Q26 Chairman: Last year we had two major conferences, one in Hong Kong and the other in Montreal. Do you think these conferences occurred in two parallel universes? Was there any connection that you could perceive between them that was quite clearly being made by the UK Government?

  Mr Pendleton: Not as far as I can see. There is a reticence at the WTO to take on the climate change and environment debate. It is there, there is a committee within the WTO that considers it but not from the point of view of how environment/climate change applications might ultimately be trade restricting because, of course, the WTO is about removing things which are trade restricting. There is a disconnect there and I think that is important because I think we have to raise the issue of climate change at the WTO and raise the issue of trade in COPMOP.

Q27 Chairman: In UK terms do you see DFID's role as being key to that?

  Mr Pendleton: It is key to that because DFID has a presence at both and so it is key to making those linkages. What I cannot say because I do not know is whether you have the same staff going to each, I suspect not and whether if you do not there is a good linkage within DFID about those staff talking to each other. What I know from Christian Aid, a big organisation, is that that may well not take place and that would be a very good thing because I do not think those two agendas can be divorced from one another.

Q28 Chairman: Is it different NGOs that cover each or do NGOs like Christian Aid try to be there at both? How would the NGO world try to make this linkage?

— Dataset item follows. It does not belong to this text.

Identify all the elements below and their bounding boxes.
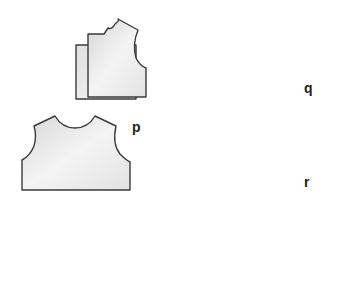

  Mr Pendleton: We were not in Montreal. We have been at COP Summits before. We nearly always have a presence at G8 Summits. Obviously both climate and development were linked at the G8 Summit in Gleneagles and because of that focus on trade we have had a presence at WTO Summits in recent years. There is a linkage and there is a linkage because we have much smaller resources, there are fewer people and so the people that tend to do those things, such as myself, are one and the same.

Q29 Chairman: Andrew, thank you very much for your evidence this morning which has been very helpful and comprehensive.

  Mr Pendleton: Thank you very much for asking us to come along.